Like today's toon, btw. And still not sure, off the top of my head, what the difference between centrifugal and centripetal is.
@MS-As a used-to-be song writer, I appreciate the sentiment. Finish and move on, each song is better or at least different than the last. As a novelist I see each re-write as a different book. Not different in plot, but different in telling. This I know--with each pass it gets better, less waste, more story. I feel like Paul Masson.
@Suze-Wow. Thanks for spending some quality moments here today. At times your commentary feathered so well with my thoughts I felt like I was riding on Farrah Fawcett's handle-comb.
Some data: This is my first MS. I am happy with the plot. My improvements over the years of writing have been mostly in the areas of technique. Learning how to say what I want my reader to hear and feel. For the most part, it is a labor of love. I am a firm believer in exercise.
Munk, your words 'labor of love' practically turned on the waterworks for me. All I can say is if it is a labor of love, it will be better than most commercial writing-- and the road to publication will be much, much emotionally tougher.
Sighing and shaking head. Keep that hair to the wind and stamp somewhere-- prominently-- 'All will be well, all will be well, all manner of thing will be well.'
Super happy deluxe luck and DON'T GIVE UP.
@Suze-I love your enthusiasm, but please don't go and get all weepy on my account. By "labor of love" I simply mean I love writing and I love my story. The goal, certainly, is to write as best I can, but perhaps with all this love the outcome will just end up maudlin. Thanks for the vote of confidence.
Offutts offer sounds great. I agree with Suze's comment "Don't give up". It is the only possible path forward!
Perpetual motion machine. That's the perfect description of what I'm going through. I learn so much and them I've got to edit to show that growth.
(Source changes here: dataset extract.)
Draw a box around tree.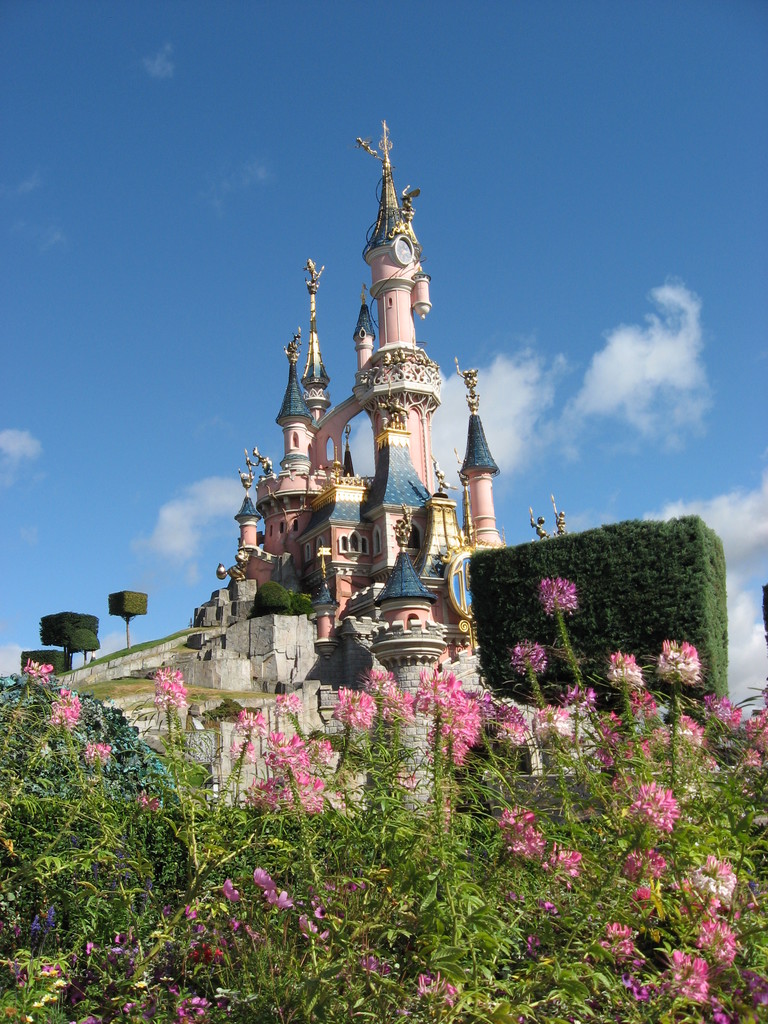
466 516 724 781.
Ugh.
I listened to the song while I read the comments, and now I'm replaying it while I type this-love it.
If you want another set of eyes, I'd love to take a look at the book too.
@DK-Keep the wheels moving, but stop every once and awhile to look around.
@TR-on its way.
I'm done those endless rewrites myself, and am considering doing one more for my oft rejected novel before sending it out again for a new round of rejections. At some point though, I think I'll have to give up and just self-publish the thing - then I can call it done.
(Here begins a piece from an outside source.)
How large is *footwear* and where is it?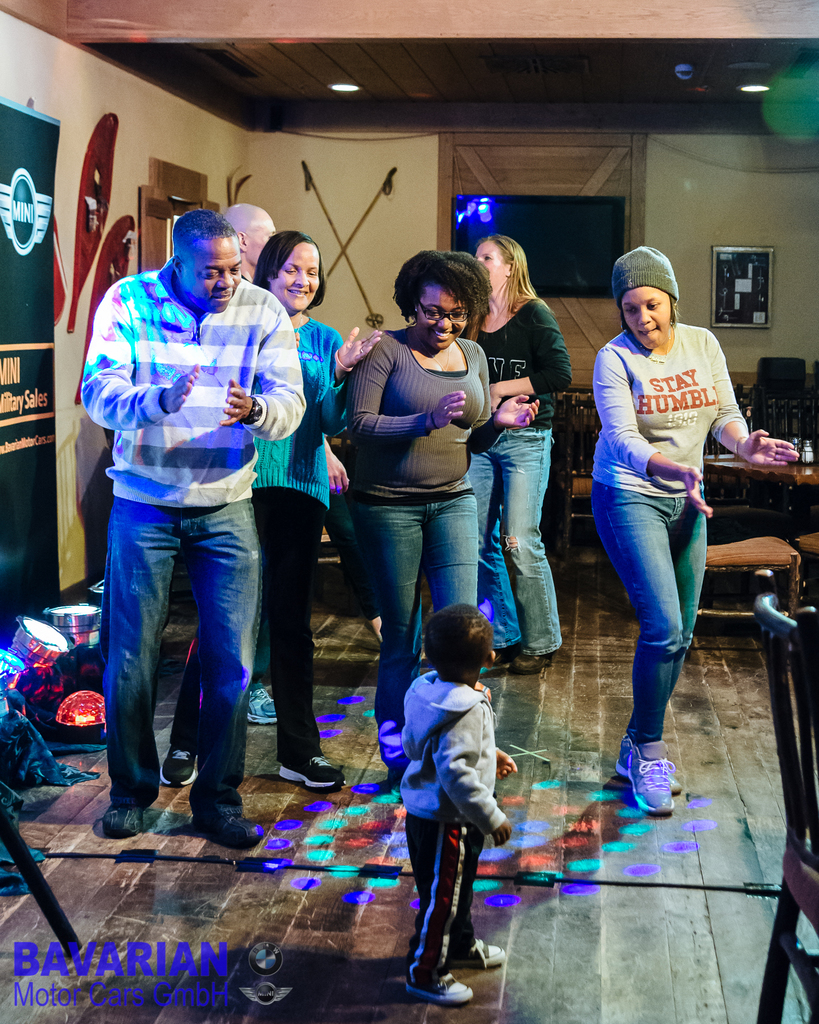
Bounding box: region(203, 806, 257, 848).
http://www.susankayequinn.com/
You should check her post out about invisibility cloaks munk. It's such a coincidence.
Wow, Munk, you're like a real-life Dilbert!
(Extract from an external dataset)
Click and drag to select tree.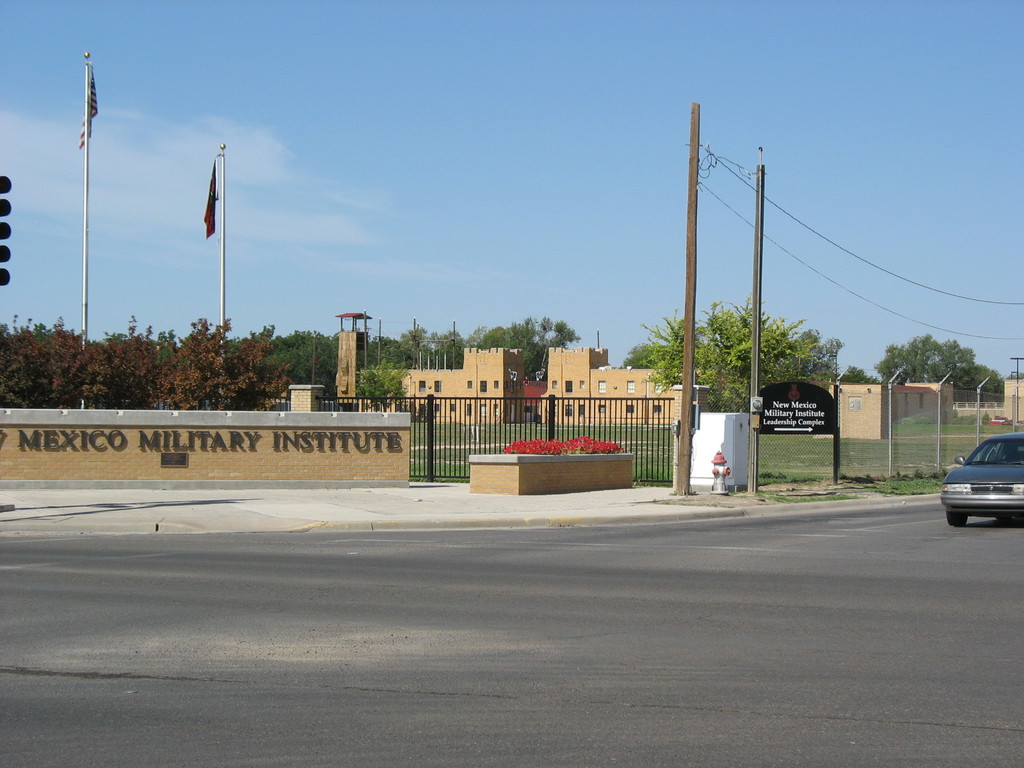
Selection: (407,324,467,371).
I'm not sure about what my done state looks like. A bit like a half-tucked-in octopus, I suppose. ;-)
Ah, the essential question! When to stop. A hard one for anyone, but even harder for us logic types that want to quantify things.
The true answer is...when you publish. (Because then you can't change it anymore. Any time before that is fair game.)
But here is my best advice: lay it aside. Write a NEW story. Take all that fabulous learning and apply it in exponentially cooler ways, because you're starting from scratch. Learn all you can from baby#2, then go back and visit baby#1 and see if you still think it is done.
This is like taking your COLs on a love affair with a different project, then coming back to the first one, expecting it to help. Surprisingly, it does. :)
So far I only have one piece of work I've considered "finished" and that tooks months of planning, writing, and revising. My other two novels are either shelved or works-in-progress, depending on how optimistic I am feeling at the moment towards them.
@RW-good luck to you. I'll be trying out your novella soon.
@MO-excellent, thanks for the link.
@KCW-the Dilbert mention hits close to home.
@SKQ-Thanks.
@LK-And a new acronym is born: SWIPs
I have the opposite problem. I finish writing a first draft of story, think, "I'm through with this shiz, it's a masterpiece" and then go eat some french fries. I just don't have the patience.
I have total respect for anyone who is able to sit down and revise their work.